Per Article 6 of the 1989 Indigenous and Tribal Peoples Convention (ILO Convention 169), governments are obliged to (a) consult the peoples concerned, through appropriate procedures and in particular through their representative institutions, whenever consideration is being given to legislative or administrative measures which may affect them directly; (b) establish means by which these peoples can freely participate, to at least the same extent as other sectors of the population, at all levels of decision-making in elective institutions and administrative and other bodies responsible for policies and programmes which concern them; and (c) establish means for the full development of these peoples’ own institutions and initiatives, and in appropriate cases, provide the resources necessary for this purpose.
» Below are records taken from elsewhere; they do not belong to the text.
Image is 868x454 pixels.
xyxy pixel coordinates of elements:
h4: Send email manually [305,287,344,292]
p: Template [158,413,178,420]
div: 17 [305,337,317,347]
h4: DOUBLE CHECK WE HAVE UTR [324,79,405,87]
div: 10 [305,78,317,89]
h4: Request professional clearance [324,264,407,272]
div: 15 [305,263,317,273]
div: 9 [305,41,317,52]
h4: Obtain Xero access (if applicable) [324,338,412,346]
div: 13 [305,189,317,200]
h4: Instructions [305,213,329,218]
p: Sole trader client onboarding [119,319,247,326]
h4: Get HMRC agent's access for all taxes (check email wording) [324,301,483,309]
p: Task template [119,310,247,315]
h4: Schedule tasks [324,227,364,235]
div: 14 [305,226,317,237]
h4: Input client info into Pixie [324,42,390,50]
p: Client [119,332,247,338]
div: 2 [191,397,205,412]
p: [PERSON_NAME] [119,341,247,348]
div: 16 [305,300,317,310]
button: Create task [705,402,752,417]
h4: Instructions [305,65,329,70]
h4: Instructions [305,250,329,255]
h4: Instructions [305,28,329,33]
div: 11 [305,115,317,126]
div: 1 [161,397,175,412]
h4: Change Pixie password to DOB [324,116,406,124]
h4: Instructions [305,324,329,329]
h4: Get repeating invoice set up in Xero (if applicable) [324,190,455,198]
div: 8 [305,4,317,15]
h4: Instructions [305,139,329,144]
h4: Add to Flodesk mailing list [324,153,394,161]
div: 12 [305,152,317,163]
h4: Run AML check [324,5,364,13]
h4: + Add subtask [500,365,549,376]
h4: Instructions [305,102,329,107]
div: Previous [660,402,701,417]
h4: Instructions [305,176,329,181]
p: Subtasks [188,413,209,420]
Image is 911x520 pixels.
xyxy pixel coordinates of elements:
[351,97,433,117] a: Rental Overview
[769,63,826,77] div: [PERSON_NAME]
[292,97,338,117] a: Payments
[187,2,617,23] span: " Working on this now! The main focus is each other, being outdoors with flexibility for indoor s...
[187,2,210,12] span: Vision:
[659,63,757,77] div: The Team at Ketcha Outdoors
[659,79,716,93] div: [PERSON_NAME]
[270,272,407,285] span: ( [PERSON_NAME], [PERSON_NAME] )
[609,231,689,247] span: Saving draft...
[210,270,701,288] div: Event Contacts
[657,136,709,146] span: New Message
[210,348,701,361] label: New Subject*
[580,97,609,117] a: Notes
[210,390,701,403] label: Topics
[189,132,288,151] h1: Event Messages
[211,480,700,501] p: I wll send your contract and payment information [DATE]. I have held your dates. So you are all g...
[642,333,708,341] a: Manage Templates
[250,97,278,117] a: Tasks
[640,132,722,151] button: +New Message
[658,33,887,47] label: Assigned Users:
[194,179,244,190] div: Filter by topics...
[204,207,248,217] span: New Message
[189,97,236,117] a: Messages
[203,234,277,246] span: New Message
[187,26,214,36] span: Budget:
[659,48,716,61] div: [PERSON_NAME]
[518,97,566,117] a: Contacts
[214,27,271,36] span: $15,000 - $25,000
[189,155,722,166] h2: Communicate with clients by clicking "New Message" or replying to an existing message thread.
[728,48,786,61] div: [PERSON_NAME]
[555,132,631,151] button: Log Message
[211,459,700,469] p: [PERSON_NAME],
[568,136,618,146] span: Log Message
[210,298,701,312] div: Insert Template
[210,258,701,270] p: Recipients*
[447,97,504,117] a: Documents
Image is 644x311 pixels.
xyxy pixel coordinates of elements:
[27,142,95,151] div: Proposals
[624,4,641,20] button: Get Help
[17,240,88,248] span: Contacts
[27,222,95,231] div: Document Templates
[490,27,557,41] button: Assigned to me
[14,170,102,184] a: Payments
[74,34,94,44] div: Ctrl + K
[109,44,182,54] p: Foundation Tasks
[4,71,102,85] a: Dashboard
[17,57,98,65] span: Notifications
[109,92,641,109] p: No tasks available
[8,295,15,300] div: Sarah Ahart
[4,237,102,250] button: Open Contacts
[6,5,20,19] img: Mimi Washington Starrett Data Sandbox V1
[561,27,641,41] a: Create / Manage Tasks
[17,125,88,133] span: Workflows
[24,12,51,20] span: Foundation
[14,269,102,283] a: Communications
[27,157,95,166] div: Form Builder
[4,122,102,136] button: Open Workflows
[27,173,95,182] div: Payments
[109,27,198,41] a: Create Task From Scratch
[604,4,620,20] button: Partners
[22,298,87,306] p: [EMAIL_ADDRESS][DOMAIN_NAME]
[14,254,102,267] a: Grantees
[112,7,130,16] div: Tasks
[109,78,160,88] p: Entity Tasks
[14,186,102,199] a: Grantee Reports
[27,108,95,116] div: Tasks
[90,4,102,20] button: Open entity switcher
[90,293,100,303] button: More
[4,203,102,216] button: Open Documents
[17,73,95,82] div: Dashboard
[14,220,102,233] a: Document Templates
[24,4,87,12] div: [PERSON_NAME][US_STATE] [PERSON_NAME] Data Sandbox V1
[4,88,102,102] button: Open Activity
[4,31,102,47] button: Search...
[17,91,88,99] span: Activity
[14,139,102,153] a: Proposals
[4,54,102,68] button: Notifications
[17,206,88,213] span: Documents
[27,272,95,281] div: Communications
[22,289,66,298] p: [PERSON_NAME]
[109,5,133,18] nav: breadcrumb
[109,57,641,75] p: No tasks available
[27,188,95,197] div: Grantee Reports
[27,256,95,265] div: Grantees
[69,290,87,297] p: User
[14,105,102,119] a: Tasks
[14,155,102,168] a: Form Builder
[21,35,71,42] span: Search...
Further, the consultations carried out in application of this Convention shall be undertaken, in good faith and in a form appropriate to the circumstances, with the objective of achieving agreement or consent to the proposed measures.

In pursuance of the above, the Government, represented by Minister Dolores Balderamos-Garcia and Commissioner of Indigenous People’s Affairs Greg Ch’oc, laid out pages upon pages of documents on the conference table at Charter House at the start of the briefing (and sent multiple copies of the same documents by email later on).

Those documents, said the Minister, represented hours of discussions and back-and-forth between March and November of 2021 and built on a prior version of the document in 2018. But the Government’s hand was forced at the last compliance hearing before the CCJ in November when a January date was set for completion of the protocol: “We submitted a draft of the FPIC Protocol to the CCJ by September. There were further consultations because of certain objections that were made by some of the organizations at the time. There was a hearing of the Caribbean Court of Justice on the twenty-third of November at which time the court gave us the deadline, well we don’t want to call it a deadline but they gave us until the end of January, which is today, to file the Free, Prior, Informed, Consent Protocol which we have done. So please allow me to repeat: any notion of a lack of consultation there could be nothing further from the truth.”

According to Ch’oc, after failing to hear back from the respective organizations, he went ahead to the Attorney’s General’s office for a harmonization of the various responses and versions of the FPIC, the final draft of which went to Cabinet for approval.